Ruud van Empel constructs his meticulously layered digital tableaux with Diasec very much in mind: the technique is not an afterthought but an integral part of how the work is conceived. Desirée Dolron's large scale portraits, with their extraordinary stillness and painterly light, achieve in Diasec a quality that seems to reference the Northern European tradition of portraiture directly. These are works that enter a collection and stay there, appreciated across generations rather than cycled through. Elger Esser, whose landscapes carry a melancholy and historical weight that is rare in contemporary photography, is another figure whose Diasec works have shown consistent institutional interest.

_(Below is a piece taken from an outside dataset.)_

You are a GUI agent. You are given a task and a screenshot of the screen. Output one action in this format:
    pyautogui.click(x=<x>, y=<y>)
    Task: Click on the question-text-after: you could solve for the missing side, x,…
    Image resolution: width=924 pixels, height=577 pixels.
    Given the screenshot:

Desirée Dolron — Habana Libre from Te Dí Todos Mis Sueños

Desirée Dolron

Habana Libre from Te Dí Todos Mis Sueños

For collectors thinking about emerging opportunities, it is worth paying attention to photographers who are working seriously with constructed or digitally composited imagery, because these are the artists for whom Diasec is most likely to be structurally integral rather than simply a finishing preference. Dionisio González, whose architectural interventions in landscapes and informal settlements combine documentary impulse with a surreal formal intelligence, represents exactly the kind of practice where surface quality and presentational precision are inseparable from meaning. Miles Aldridge, whose saturated cinematic interiors sit somewhere between fashion photography and psychological portraiture, has built a following among collectors who understand that his work demands the kind of color fidelity that only the best digital printing and Diasec mounting can deliver. Arthur Jafa, working across film, photography, and installation, brings a cultural weight to lens based practice that is attracting growing institutional attention alongside serious private interest.

In the secondary market, Diasec works from established artists have generally performed with considerable stability, particularly when the edition size is small and the provenance is clean. Works by Ruff and Richter have consistently achieved strong results at the major auction houses, and prices for key editions from both have risen significantly over the last fifteen years. Condition is the variable that can most dramatically affect secondary market value, and this is where collectors need to be especially attentive. Delamination, which can occur when works are exposed to significant temperature fluctuation or humidity, is the primary risk with Diasec pieces.

Elger Esser — Puget Island II

Elger Esser

Puget Island II

Ask the gallery for handling and display guidelines specific to the work, and ensure the piece has been stored and transported correctly before acquisition. Practically speaking, Diasec works are best displayed away from direct sunlight and in spaces where temperature is reasonably controlled. The acrylic surface can attract dust and should be cleaned only with materials recommended by the artist's studio or a qualified conservator. When acquiring an edition, ask to see the certificate of authenticity, confirm the edition number and total edition size, and understand whether artist proofs exist and how they are accounted for.

Unique works in this category are rare but do exist, and when they appear they should be evaluated with particular care regarding condition and institutional exhibition history. Works that have been shown in major museum contexts carry a provenance that translates directly into long term value. The surface of a Diasec piece is an invitation to look carefully, and the best advice for any collector is simply to accept that invitation before anything else.